The prospect of choosing my own concept of God was heretical to my previous way of thinking.  I was religious and there were certain fundamental doctrines that directed my concept of God.  Much like alcohol, my confined religious system supporting my isolated ego would turn on me like a boomerang and cut me to shreds.  I lost my faith in God.  I wanted to believe, but no longer had the ability to do so.  I was in spiritual grief, mourning the death of God.

This beautiful heresy was absolutely critical to my recovery.  I am no longer a churchian.  I have a new relationship with Gomu (God of my understanding).  It is a much more simple and loving union for my spirit.  This is not a judgment against my fellow humans who find their God in the various churches and temples on planet Earth.  If that works to empower you, to free you, to manifest the true you, then so be it.  Amen to you and your concept of God.

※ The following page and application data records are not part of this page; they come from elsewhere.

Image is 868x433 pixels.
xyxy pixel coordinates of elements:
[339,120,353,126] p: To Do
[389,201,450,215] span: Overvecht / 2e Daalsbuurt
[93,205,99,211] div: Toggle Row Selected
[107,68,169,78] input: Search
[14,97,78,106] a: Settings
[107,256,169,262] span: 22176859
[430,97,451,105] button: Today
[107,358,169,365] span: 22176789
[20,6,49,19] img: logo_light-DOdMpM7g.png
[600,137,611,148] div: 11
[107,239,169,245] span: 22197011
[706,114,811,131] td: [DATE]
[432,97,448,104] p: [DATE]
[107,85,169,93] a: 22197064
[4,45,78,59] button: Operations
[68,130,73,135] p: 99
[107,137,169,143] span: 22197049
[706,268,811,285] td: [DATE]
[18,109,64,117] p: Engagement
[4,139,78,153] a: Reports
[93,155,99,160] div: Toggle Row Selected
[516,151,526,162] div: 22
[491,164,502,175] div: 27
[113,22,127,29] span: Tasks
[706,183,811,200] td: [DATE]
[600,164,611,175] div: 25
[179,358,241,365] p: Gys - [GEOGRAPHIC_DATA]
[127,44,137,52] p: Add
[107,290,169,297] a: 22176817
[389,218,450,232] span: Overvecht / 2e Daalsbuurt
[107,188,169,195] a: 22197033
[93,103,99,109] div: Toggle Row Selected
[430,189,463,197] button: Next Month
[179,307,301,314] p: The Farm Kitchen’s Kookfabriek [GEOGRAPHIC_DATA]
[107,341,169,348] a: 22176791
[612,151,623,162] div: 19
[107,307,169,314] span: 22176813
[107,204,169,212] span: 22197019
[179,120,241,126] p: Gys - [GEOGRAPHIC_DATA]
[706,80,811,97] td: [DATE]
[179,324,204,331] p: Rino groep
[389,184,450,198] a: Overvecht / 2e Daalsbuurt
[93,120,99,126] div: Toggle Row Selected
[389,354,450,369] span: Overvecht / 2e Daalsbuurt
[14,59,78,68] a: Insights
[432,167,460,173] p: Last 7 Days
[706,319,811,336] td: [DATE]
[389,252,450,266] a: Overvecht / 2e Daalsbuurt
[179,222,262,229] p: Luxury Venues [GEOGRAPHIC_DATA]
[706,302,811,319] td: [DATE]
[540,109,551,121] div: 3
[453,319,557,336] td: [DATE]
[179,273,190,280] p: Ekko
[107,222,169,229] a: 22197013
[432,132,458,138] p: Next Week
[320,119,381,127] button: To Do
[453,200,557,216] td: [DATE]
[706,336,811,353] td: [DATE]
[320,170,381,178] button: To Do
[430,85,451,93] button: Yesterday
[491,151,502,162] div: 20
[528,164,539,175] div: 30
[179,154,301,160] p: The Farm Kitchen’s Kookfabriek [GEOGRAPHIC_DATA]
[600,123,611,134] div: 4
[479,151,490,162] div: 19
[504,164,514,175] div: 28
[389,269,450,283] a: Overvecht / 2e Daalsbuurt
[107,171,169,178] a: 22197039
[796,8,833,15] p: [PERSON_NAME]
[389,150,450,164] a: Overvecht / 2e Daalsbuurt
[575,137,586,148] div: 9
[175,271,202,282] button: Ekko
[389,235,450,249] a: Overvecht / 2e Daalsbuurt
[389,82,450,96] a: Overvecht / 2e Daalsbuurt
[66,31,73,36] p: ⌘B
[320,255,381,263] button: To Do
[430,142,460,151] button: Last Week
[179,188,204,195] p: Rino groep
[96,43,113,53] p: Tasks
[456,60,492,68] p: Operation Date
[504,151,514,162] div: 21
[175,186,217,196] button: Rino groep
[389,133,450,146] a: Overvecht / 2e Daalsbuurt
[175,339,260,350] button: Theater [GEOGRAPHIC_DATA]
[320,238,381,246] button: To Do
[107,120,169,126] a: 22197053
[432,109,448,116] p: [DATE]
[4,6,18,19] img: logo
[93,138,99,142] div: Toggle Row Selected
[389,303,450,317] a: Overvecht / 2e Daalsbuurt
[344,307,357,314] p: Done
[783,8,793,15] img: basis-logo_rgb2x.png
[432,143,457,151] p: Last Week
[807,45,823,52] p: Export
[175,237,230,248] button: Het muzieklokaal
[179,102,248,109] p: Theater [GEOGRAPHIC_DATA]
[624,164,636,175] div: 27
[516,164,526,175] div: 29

I have an idea that Jesus Christ is a real entity who was designated to reveal a way for mortal humans to become embryonic gods and goddesses.  I have another idea that there was a Roman conspiracy to hijack the spirituality of his teachings to better control slaves and conquer opposing cultures.  “In hoc signo vinces.”  This idea follows a logical conclusion that centralized religion carries on this legacy of social oppression and obscures the magic of the Messianic teachings.  I reject the notion that all human beings are to be converted to this centralized religion that I now call churchianity.  I use that term to differ church-going from the actual non-religious and magical teachings of Jesus.  From what I have read in scriptures, there are certain individuals who are chosen and become a member of the “elect.”  Those who are members of the elect will be drawn to the Messiah and His teachings.  The goal is to overcome mortal humanity, not to spread an “us and them” religion.  Although I cannot escape the reality that I am a part of the elect, I reject the Greek concept of an eternal hell for those who chose a different path.  In fact, it excites me to see the rise of the Individual.  I reject the cross and embrace the empty tomb.

Bill W. brought forth several tenants from the Oxford movement that he saw as effective, and discarded those tenants that acted only to suffocate his fellow sufferers in a mire of religious doctrine.  I seek to do the same in my rekindled spirituality.